Forty of the firearms that Mexican police seized on April 30 at the home of an alleged drug trafficker in Ciudad Juárez turn out to be among the 2,000 weapons that reached Mexico as a result of the US government's bungled Operation Fast and Furious. The house, which was empty when police arrived, belonged to José Antonio Torres Marrufo, considered by US authorities a top enforcer for the Sinaloa drug cartel of Joaquín Guzmán Loera ("El Chapo"). The weapons were bought legally in Phoenix, Ariz., then taken to El Paso, Tex., and smuggled across the border to Juárez.

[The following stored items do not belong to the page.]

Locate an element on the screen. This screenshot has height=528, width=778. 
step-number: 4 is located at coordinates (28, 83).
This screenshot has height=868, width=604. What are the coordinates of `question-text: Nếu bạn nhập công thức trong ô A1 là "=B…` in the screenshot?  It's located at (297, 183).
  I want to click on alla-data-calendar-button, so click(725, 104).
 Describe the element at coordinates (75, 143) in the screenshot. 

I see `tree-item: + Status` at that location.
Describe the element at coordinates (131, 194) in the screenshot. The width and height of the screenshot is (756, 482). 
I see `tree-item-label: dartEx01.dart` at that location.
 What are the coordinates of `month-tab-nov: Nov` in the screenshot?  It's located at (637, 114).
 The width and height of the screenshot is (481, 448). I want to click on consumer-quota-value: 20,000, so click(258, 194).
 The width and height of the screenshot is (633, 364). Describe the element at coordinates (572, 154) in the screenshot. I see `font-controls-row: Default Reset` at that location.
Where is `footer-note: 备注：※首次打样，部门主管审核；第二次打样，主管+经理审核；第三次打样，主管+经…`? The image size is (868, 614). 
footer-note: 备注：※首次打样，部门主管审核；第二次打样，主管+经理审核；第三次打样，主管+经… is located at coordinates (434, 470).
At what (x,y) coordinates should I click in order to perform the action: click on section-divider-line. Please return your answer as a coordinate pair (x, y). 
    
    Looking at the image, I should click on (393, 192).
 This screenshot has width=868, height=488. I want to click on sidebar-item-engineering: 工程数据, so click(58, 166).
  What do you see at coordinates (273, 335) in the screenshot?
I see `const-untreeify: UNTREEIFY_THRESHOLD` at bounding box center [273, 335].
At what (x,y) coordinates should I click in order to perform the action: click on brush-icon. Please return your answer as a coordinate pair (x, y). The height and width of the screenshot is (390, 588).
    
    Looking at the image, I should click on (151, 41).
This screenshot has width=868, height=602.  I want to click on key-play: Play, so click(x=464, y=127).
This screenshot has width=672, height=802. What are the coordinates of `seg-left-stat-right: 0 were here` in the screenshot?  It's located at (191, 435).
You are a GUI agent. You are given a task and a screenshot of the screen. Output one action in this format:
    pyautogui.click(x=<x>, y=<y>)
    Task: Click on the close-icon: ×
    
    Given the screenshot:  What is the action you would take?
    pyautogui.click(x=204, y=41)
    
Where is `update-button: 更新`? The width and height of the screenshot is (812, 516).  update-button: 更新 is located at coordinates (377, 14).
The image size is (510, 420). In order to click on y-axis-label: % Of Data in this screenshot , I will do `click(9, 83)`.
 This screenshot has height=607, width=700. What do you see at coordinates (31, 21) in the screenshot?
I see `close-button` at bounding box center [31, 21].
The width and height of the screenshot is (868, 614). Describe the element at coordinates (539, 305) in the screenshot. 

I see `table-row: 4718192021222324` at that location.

Fast and Furious was an effort by the US Justice Department's Bureau of Alcohol, Tobacco and Firearms (ATF) to catch suspected gun smugglers by letting rifles "walk" after they were purchased instead of arresting the purchasers immediately. The intent was to trace the smugglers' activities, but ATF agents lost track of some 2,000 weapons, which apparently got into Mexico. Officials assume the drug cartels received most of them and that the weapons have been used in the fighting that has led to some 40,000 deaths in the last five years. "These Fast and Furious guns were going to Sinaloans, and they are killing everyone down there," an unidentified "US government source" told the Los Angeles Times. About 100 weapons seem to have gone through El Paso. "But that's only how many we know came through Texas," the source said. "Hundreds more had to get through." (LAT, Oct. 8)
Meanwhile, ammunition is apparently even easier to buy and to smuggle than assault rifles. While ammunition sales are strictly regulated in Mexico, there are few limits in the US. The 1968 Federal Gun Control Act required ammunition sellers to be licensed and to keep a log of all ammunition sales, but these restrictions were eliminated in the 1986 Firearms Owners Protection Act. Many states regulate ammunition sales to some extent, but a few, including Arizona, have virtually no regulation. Federal agents seized 95,416 rounds of ammunition at Arizona's six ports of entry along the Mexican border in the last fiscal year. The ammunition in Mexico is "all coming from the US," Jose Wall, a senior ATF agent in Phoenix, told USA Today. "I can't remember where I've seen ammunition from anywhere but the US." (USA Today, Oct. 9)
From Weekly News Update on the Americas, Oct. 9.